I am planning a Roth Conversion strategy for a $5M pre-tax account in conjunction with a $1M brokerage account that has no current unrealized LTCG and a $700K loss carryover. Pralana is quite insistent that choosing to withdraw funds with CG last is the smart move here, but I have not been able to rationalize why this is true. I reason that my loss carryover is not indexed to inflation, so I should use it up as early as I can. That will happen (I think) when I elect to withdraw funds with LTCG first.
What am I missing, or thinking about wrong here ?
With such a large carryover loss and no current unrealized gains, it doesn't sound like it should matter.
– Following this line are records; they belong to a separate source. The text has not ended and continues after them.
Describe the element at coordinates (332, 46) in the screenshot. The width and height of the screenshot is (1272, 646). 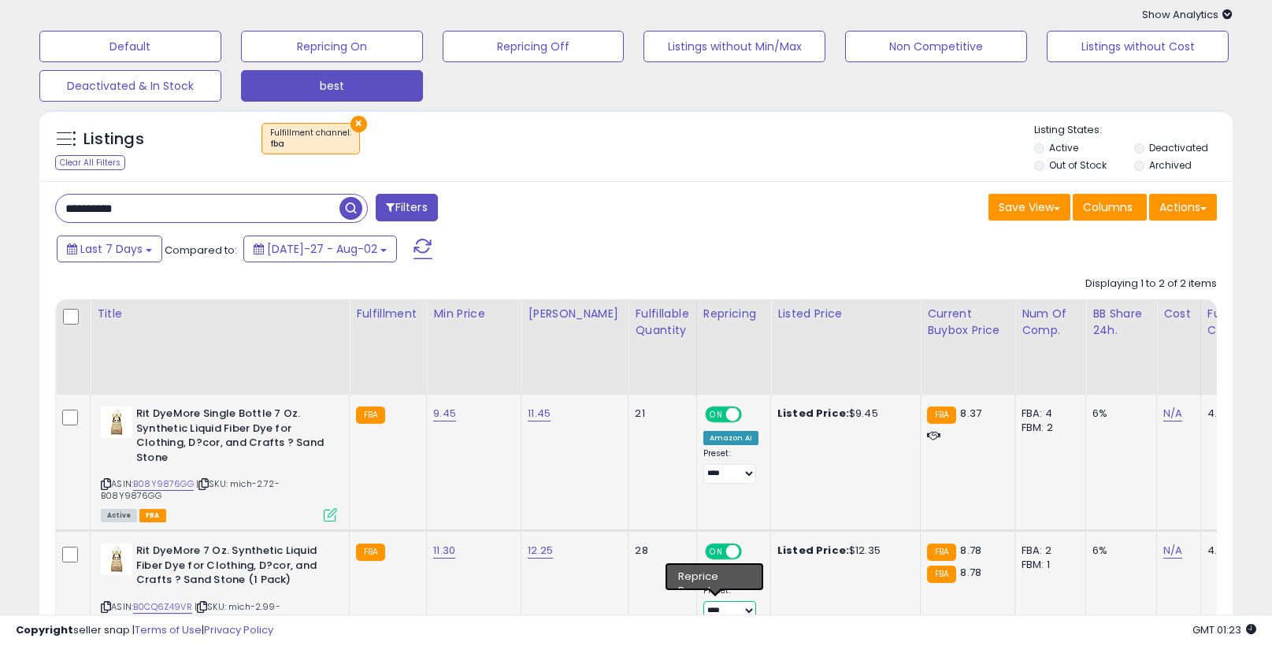
I see `button: Repricing On` at that location.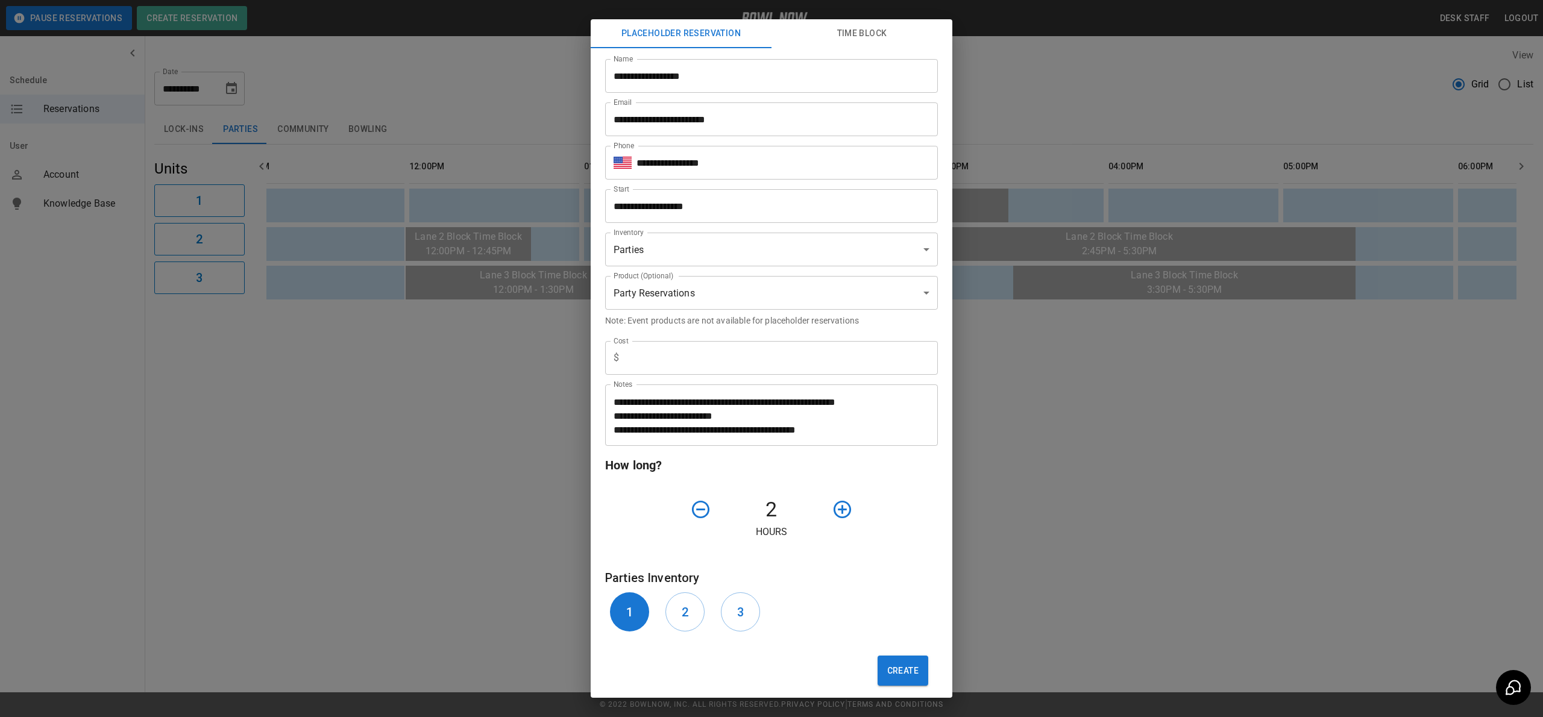 The height and width of the screenshot is (717, 1543). Describe the element at coordinates (681, 34) in the screenshot. I see `button: Placeholder Reservation` at that location.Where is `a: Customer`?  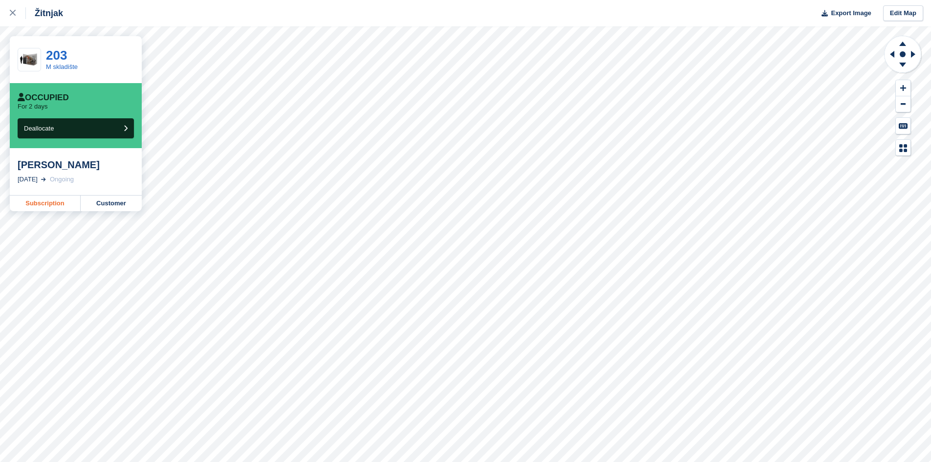 a: Customer is located at coordinates (111, 203).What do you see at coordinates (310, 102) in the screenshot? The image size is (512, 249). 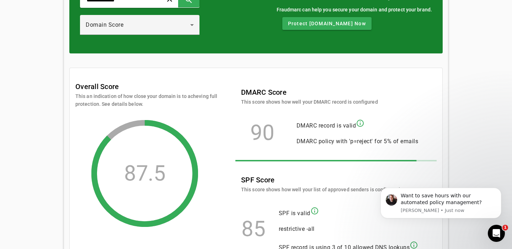 I see `mat-card-subtitle: This score shows how well your DMARC record is configured` at bounding box center [310, 102].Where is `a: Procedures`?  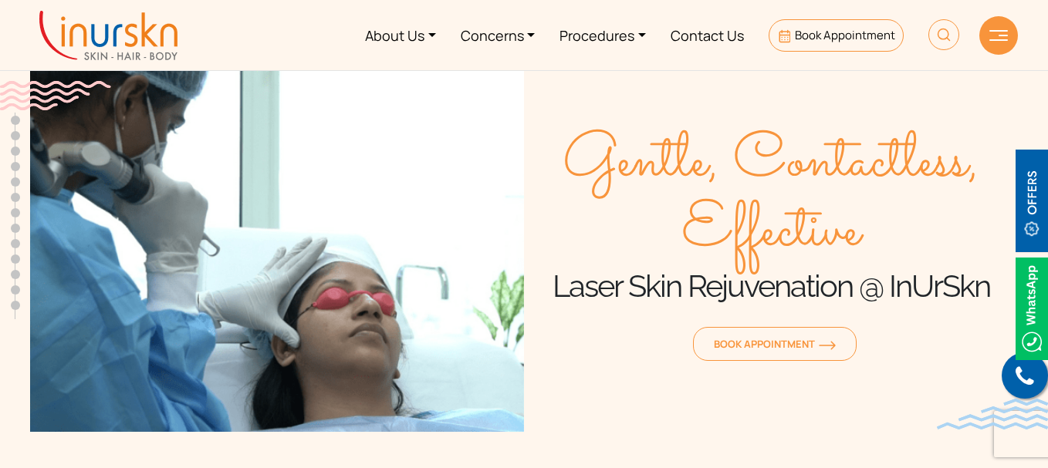 a: Procedures is located at coordinates (603, 35).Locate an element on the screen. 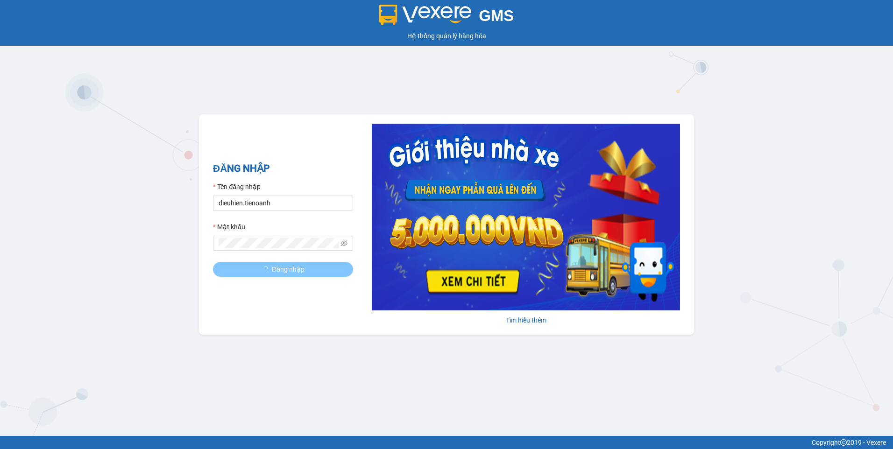  button: Đăng nhập is located at coordinates (283, 270).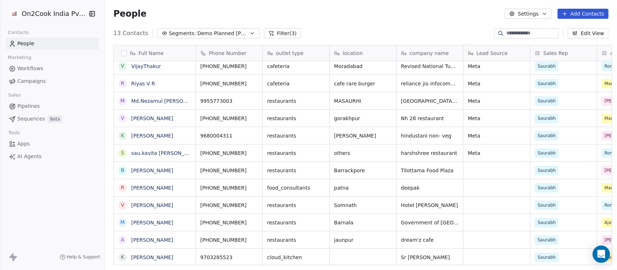  What do you see at coordinates (216, 101) in the screenshot?
I see `span: 9955773003` at bounding box center [216, 101].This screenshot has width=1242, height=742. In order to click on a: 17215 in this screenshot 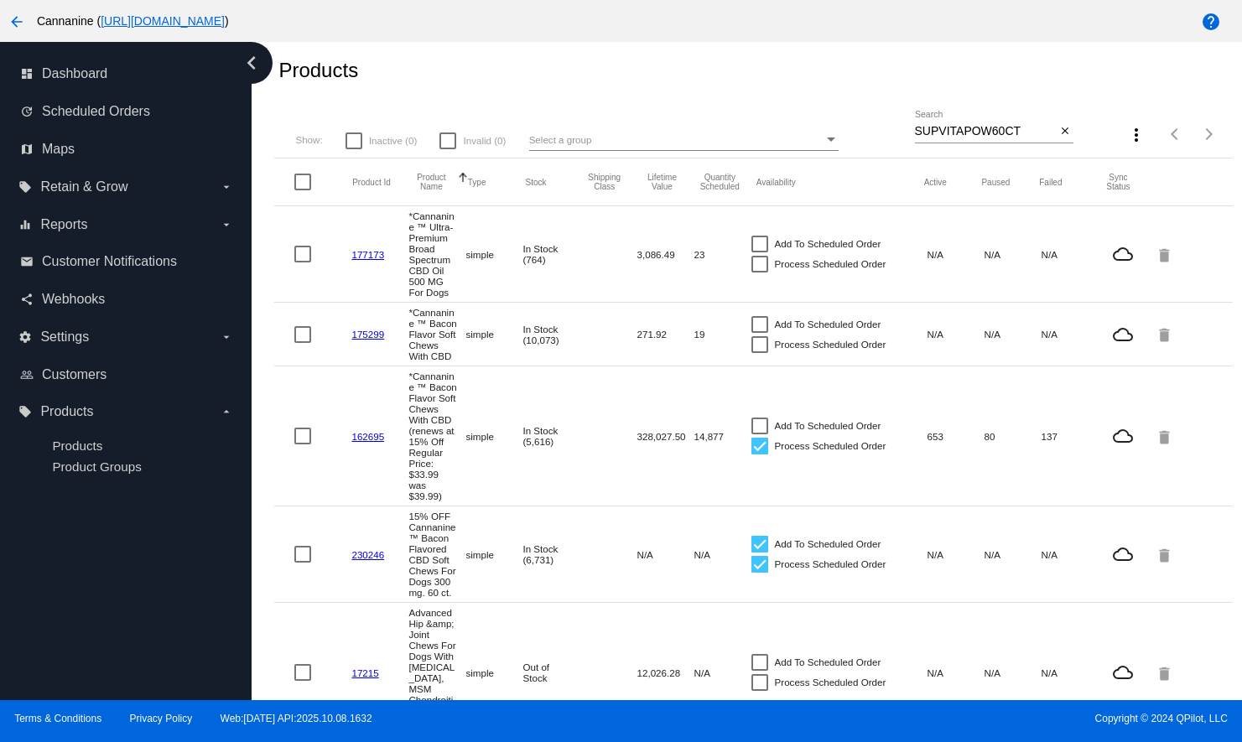, I will do `click(365, 672)`.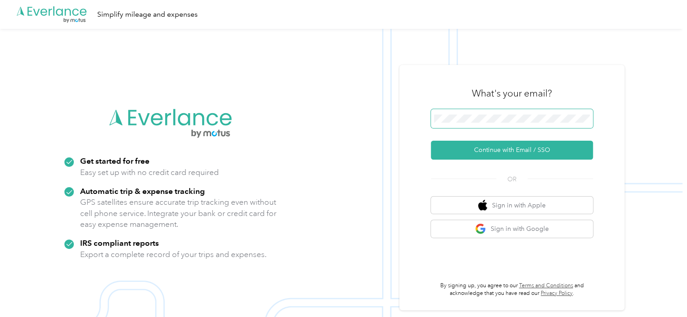  What do you see at coordinates (173, 254) in the screenshot?
I see `p: Export a complete record of your trips and expenses.` at bounding box center [173, 254].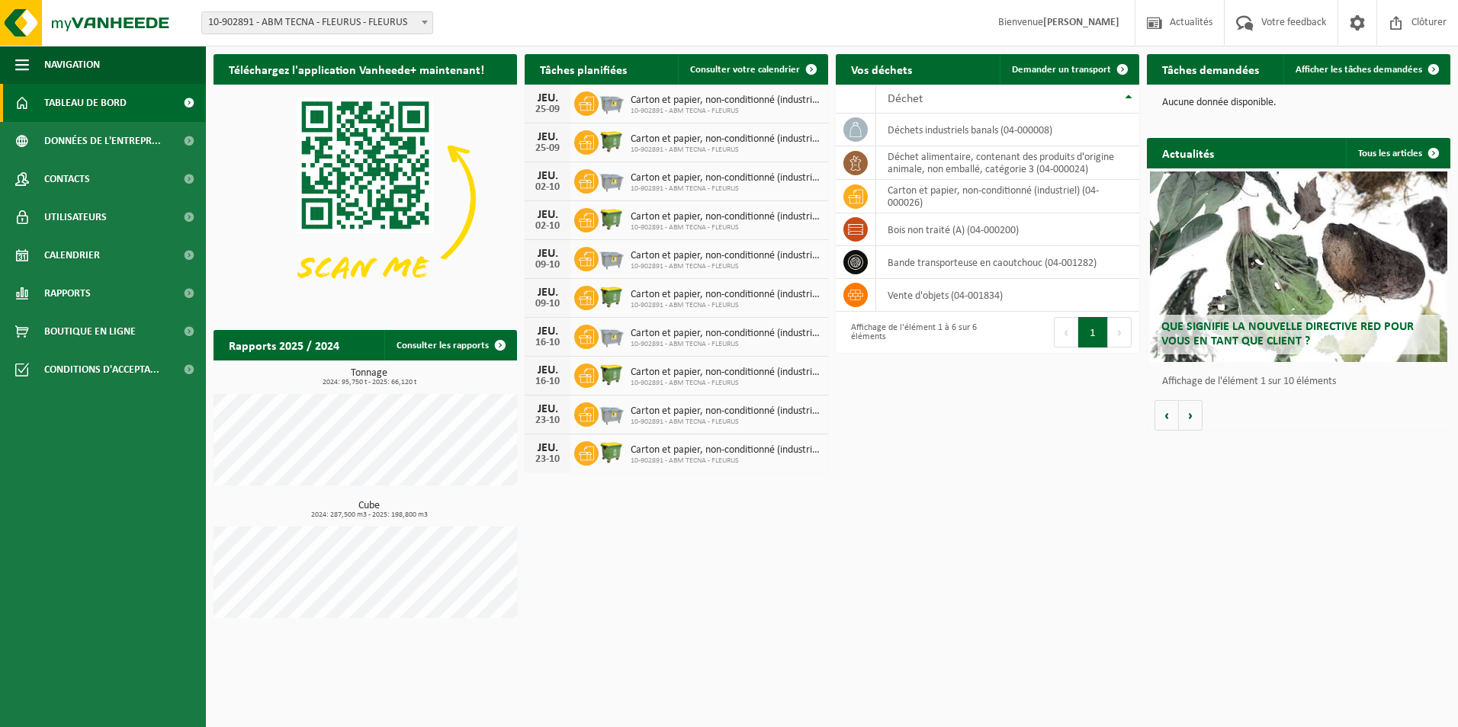 Image resolution: width=1458 pixels, height=727 pixels. Describe the element at coordinates (365, 198) in the screenshot. I see `img: Download de VHEPlus App` at that location.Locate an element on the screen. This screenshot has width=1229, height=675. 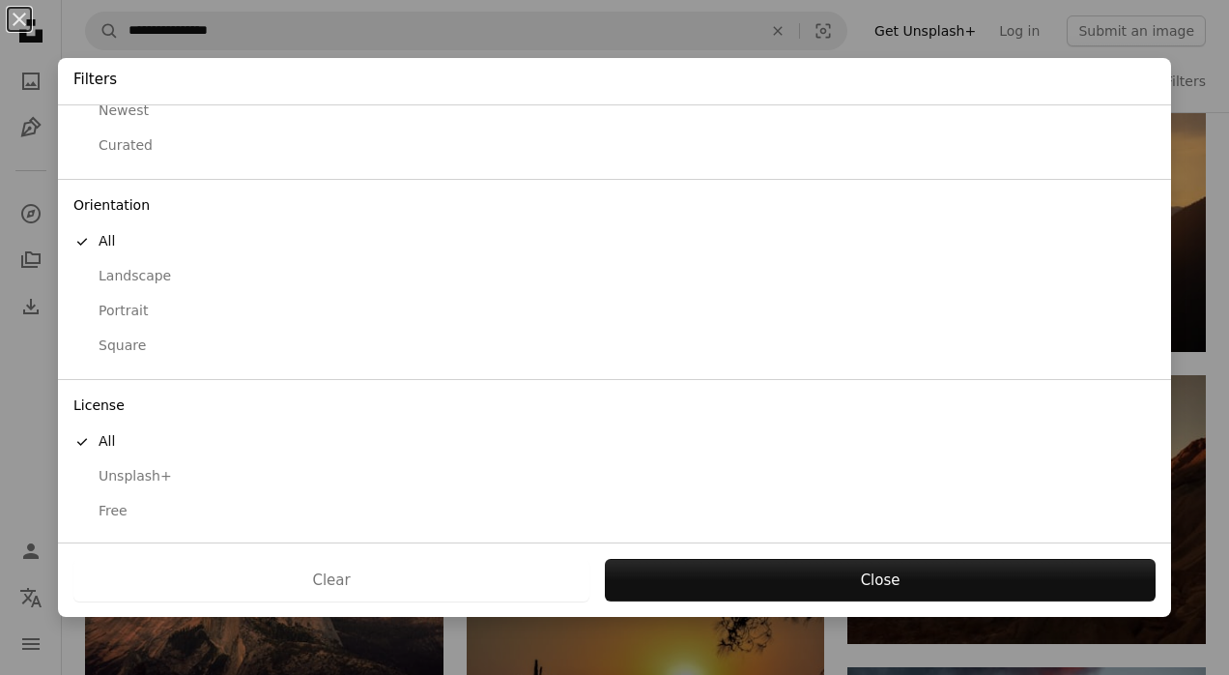
button: Newest is located at coordinates (615, 111).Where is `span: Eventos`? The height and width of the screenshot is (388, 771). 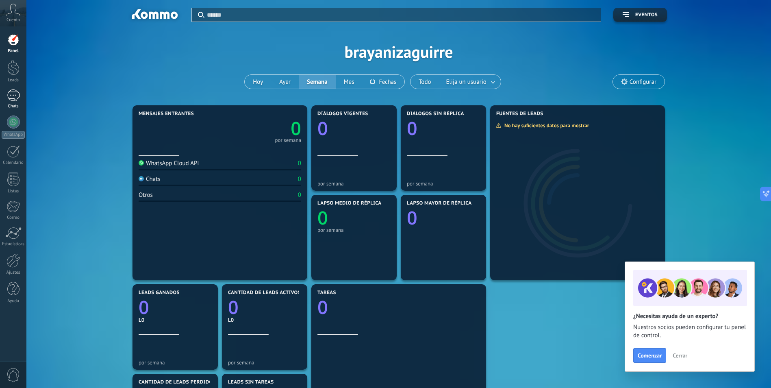 span: Eventos is located at coordinates (646, 15).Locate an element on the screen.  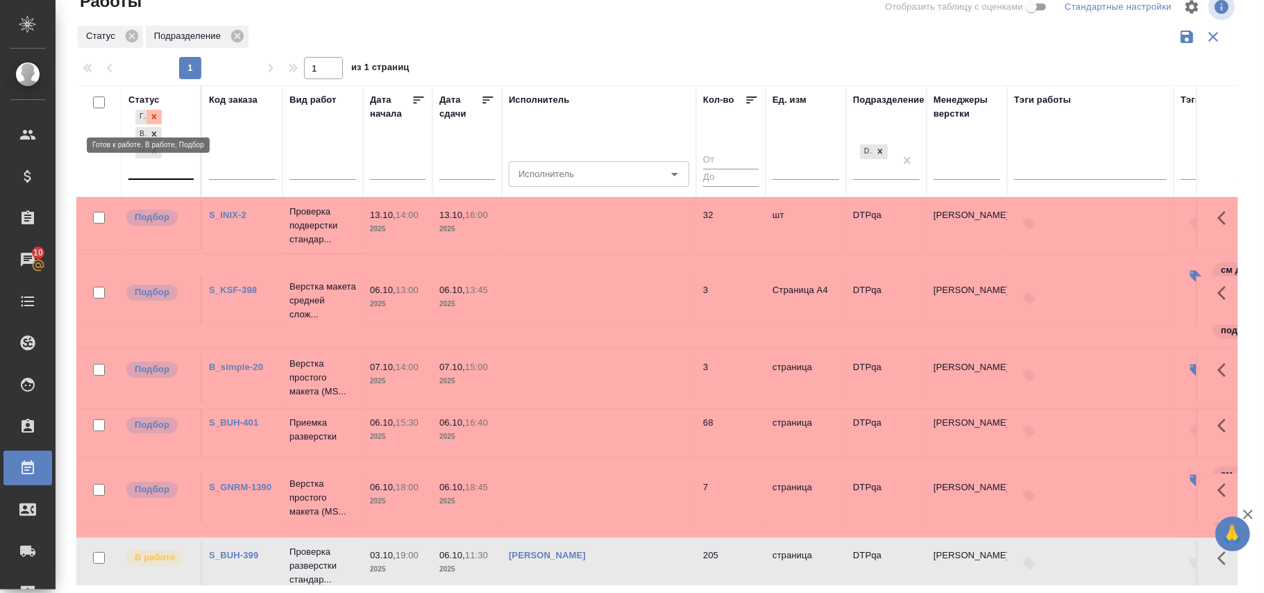
span: из 1 страниц is located at coordinates (380, 69).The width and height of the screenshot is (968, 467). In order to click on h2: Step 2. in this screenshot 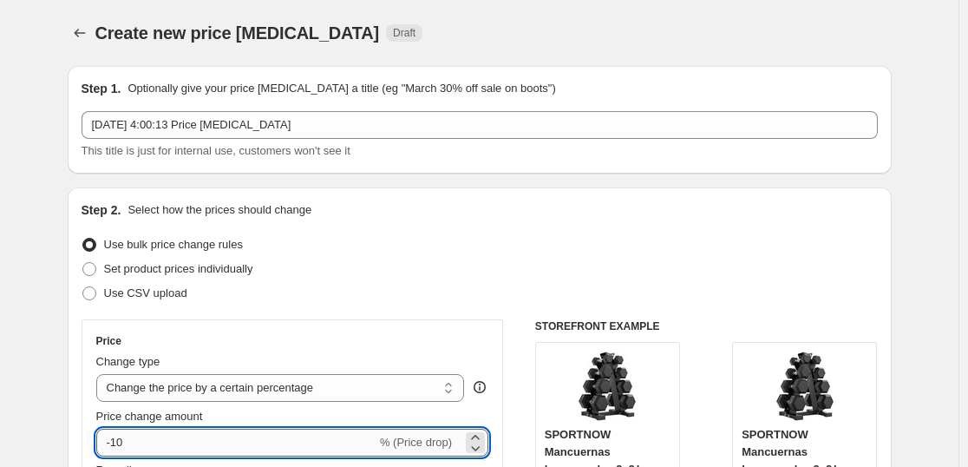, I will do `click(101, 210)`.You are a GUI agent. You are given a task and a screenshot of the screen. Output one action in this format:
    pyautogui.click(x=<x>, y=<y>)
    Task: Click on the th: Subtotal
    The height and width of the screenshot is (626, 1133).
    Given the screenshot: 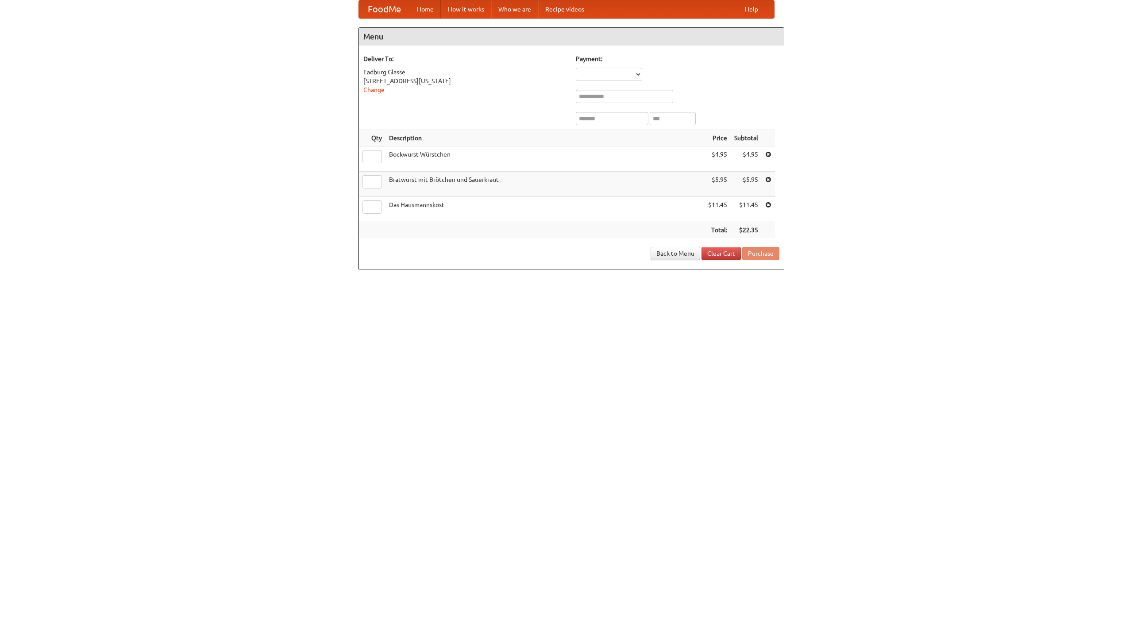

Under what circumstance would you ever pay LTCG taxes on asset sales?
I was modeling Roth conversions to the top of of the 24% fed tax bracket for between 4 - 10 years. Since I tell Pralana to pay the taxes with the brokerage account, the loss carryover gets used up and then unrealized gains come into the picture.
As an aside, I don't really expect the TJCA to last 10 years, I wanted to see if my expectation that Roth conversions increase the final effective balance to a point, and then decrease as I 'overpay' early taxes was correct. Beyond just getting to know Pralana, and finding that Pralana justified my intuition, I figured that knowing the 'breakeven' point and having a general understanding of the rate of change was useful.